Little programs or scripts or automations you’ve created ad-hoc to solve a particular single use case
I have lots of shortcuts i make on my phone and I have one i love that detects when bluetooth accidentally or purposefully disconnects from my speaker and reconnects it and fixes a playback glitch so its back to playing properly
a backup script i keep on my flash drive. when i wanna backup my files i just run the script and it copies the folders i want to back up
A few years back, I made a python program that searched free-for-commercial-use Google Images and auto-adjusted them to fit Amazon Merch shirts and uploaded them to Amazon. This was, of course, a violation of their terms of service.
I have a python script that I run on my phone to scrape a few websites and return the current food trucks at my few local breweries with the times they’re there. It makes our once/twice a week dinner selections so much easier than having to manually visit 4 websites. Some sites have been updated, and I haven’t updated my script and I need to.
me and a few friends have a dumb chatbot we’ve been fiddling with for 15 years. started out on irc, moved platforms multiple times, and i’m currently porting it to matrix. it can do poetry, markov chains, tell you when the weekend starts, pull youtube videos, create email aliases, etc.
I wrote a powershell script to rename and reorder about 1000 comic books based off a reading order I put in a csv file once
My most used one is a two letter terminal alias (zz for zigzag) that copies all the track information from a specified playlist, or from my “download" playlist if none is provided. It can also read from CSV and text files in order to remove all special characters and repeated words from each name. Then it outputs a formatted version to my clipboard, which I then paste into another program’s config file. Then I wait…
I have a lot of comic book boxes:
I created a script that lets me query the database to return the box numbers for certain content.
I can search by writer, artist, title, character, notes, even down to issue number.
What I’d LIKE to do is hook it into a voice recognition system and smart lights and get it to light up the boxes “Wheel of Fortune” style. But I’m aways off that yet.
That’s a lot of comic books.
What’s the value of a collection like that?
Hard to say, it’s been years since I’ve done a full inventory and I have books signed by people who have since passed away. :(
Working on a current inventory now.
Wow this is really cool. Thanks for sharing!
That’s really cool!
i wrote a simple program to wiggle my mouse
you can guess why
it was a rip off from a coworker’s program
It was to keep the screensaver from coming on while watching a movie with your date, right?
I mostly write utilities/tools like this. Some examples from my ~/bin/ folder:
- A script that turns caps lock off and numlock on, and remaps caps lock to compose. I have this run by cron every minute.
- A script that saves the current buffer of my continously running screen recorder to a file. Bound to the Lenovo coilot key.
- A half-finished script that downloads and installs the latest version of discord, as Discord and ants me to manually upgrade it every time I start it.
Edit: OH, and on my work laptop I have a script named Fnkeyfuckery. The keyboard layout is annoying in that I have to choose between Function keys or have Home+End.
I want my function keys AND I want home+end. Luckily I don’t need F11 and F12 very often, so I’swapped around those two with their alternate function. That way I have F1 through F10, Home and End by default, and if I hold Fn I can have F11 and F12 too. It runs on startup.script that saves the current buffer of my continously running screen recorder to a file
Curious to know why you are continuously recording your screen. Must fill up your hard drives really quickly?
Why: I case I want to show something unplanned to someone. Freak accident in a game, for example.
Disk: It’s only keeping the latest 30 minutes in a buffer. Saving basically means copying that buffer to a different file.Ah, cool.
Sounds kind of like the Nvidia tool for Windows.
Speaking of which, as well as your use case, I found this tool a while ago that looks and does pretty much the same thing: “GPU Screen Recorder”, found on flathub via “
com.dec05eba.gpu_screen_recorder
”.I hope it comes to use for anyone!
I based my setup around
Replay MagicReplaySorcery. I’m sure there are other packages too.Replay Magic
Hmm. Trying to find that. Do you mean ReplaySourcery?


### What to work on
Please repeat the records below exactly, skipping any pictures.

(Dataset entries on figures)
◆ ◆ ◆ ◆
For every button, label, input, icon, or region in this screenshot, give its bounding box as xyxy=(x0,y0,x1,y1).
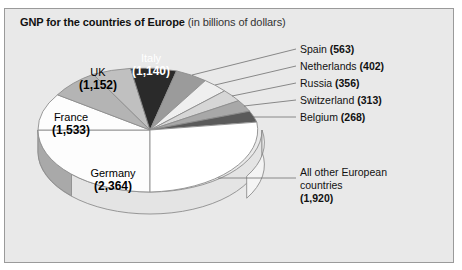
slice-label-germany-value: (2,364) xyxy=(69,180,157,193)
callout-all-other-line1: All other European xyxy=(300,166,387,179)
callout-netherlands: Netherlands (402) xyxy=(300,60,384,73)
slice-label-france-value: (1,533) xyxy=(33,124,109,137)
callout-russia-value: (356) xyxy=(335,77,360,89)
leader-line-spain xyxy=(192,49,296,75)
slice-label-france: France (1,533) xyxy=(33,111,109,137)
leader-line-russia xyxy=(232,83,296,96)
callout-belgium: Belgium (268) xyxy=(300,111,365,124)
callout-netherlands-name: Netherlands xyxy=(300,60,357,72)
leader-line-netherlands xyxy=(215,66,296,85)
callout-all-other: All other European countries (1,920) xyxy=(300,166,387,205)
callout-spain: Spain (563) xyxy=(300,43,354,56)
leader-line-switzerland xyxy=(244,100,296,106)
callout-switzerland: Switzerland (313) xyxy=(300,94,382,107)
callout-belgium-value: (268) xyxy=(341,111,366,123)
callout-netherlands-value: (402) xyxy=(360,60,385,72)
chart-screenshot: GNP for the countries of Europe (in bill… xyxy=(0,0,462,270)
callout-all-other-line2: countries xyxy=(300,179,387,192)
slice-label-uk: UK (1,152) xyxy=(63,66,133,92)
callout-spain-name: Spain xyxy=(300,43,327,55)
callout-russia: Russia (356) xyxy=(300,77,360,90)
slice-label-uk-value: (1,152) xyxy=(63,79,133,92)
callout-switzerland-value: (313) xyxy=(357,94,382,106)
callout-all-other-value: (1,920) xyxy=(300,192,387,205)
callout-belgium-name: Belgium xyxy=(300,111,338,123)
callout-spain-value: (563) xyxy=(330,43,355,55)
slice-label-germany: Germany (2,364) xyxy=(69,167,157,193)
callout-russia-name: Russia xyxy=(300,77,332,89)
callout-switzerland-name: Switzerland xyxy=(300,94,354,106)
◆ ◆ ◆ ◆
### Solved problem
For every button, label, input, icon, or region in this screenshot, give its bounding box as xyxy=(x0,y0,x1,y1).
slice-label-germany-value: (2,364) xyxy=(69,180,157,193)
callout-all-other-line1: All other European xyxy=(300,166,387,179)
callout-netherlands: Netherlands (402) xyxy=(300,60,384,73)
slice-label-france-value: (1,533) xyxy=(33,124,109,137)
callout-russia-value: (356) xyxy=(335,77,360,89)
leader-line-spain xyxy=(192,49,296,75)
slice-label-france: France (1,533) xyxy=(33,111,109,137)
leader-line-russia xyxy=(232,83,296,96)
callout-belgium: Belgium (268) xyxy=(300,111,365,124)
callout-netherlands-name: Netherlands xyxy=(300,60,357,72)
leader-line-netherlands xyxy=(215,66,296,85)
callout-all-other: All other European countries (1,920) xyxy=(300,166,387,205)
callout-spain: Spain (563) xyxy=(300,43,354,56)
leader-line-switzerland xyxy=(244,100,296,106)
callout-switzerland: Switzerland (313) xyxy=(300,94,382,107)
callout-belgium-value: (268) xyxy=(341,111,366,123)
callout-netherlands-value: (402) xyxy=(360,60,385,72)
chart-screenshot: GNP for the countries of Europe (in bill… xyxy=(0,0,462,270)
callout-all-other-line2: countries xyxy=(300,179,387,192)
slice-label-uk: UK (1,152) xyxy=(63,66,133,92)
callout-spain-name: Spain xyxy=(300,43,327,55)
callout-russia: Russia (356) xyxy=(300,77,360,90)
slice-label-uk-value: (1,152) xyxy=(63,79,133,92)
callout-switzerland-value: (313) xyxy=(357,94,382,106)
callout-all-other-value: (1,920) xyxy=(300,192,387,205)
callout-belgium-name: Belgium xyxy=(300,111,338,123)
callout-spain-value: (563) xyxy=(330,43,355,55)
slice-label-germany: Germany (2,364) xyxy=(69,167,157,193)
callout-russia-name: Russia xyxy=(300,77,332,89)
callout-switzerland-name: Switzerland xyxy=(300,94,354,106)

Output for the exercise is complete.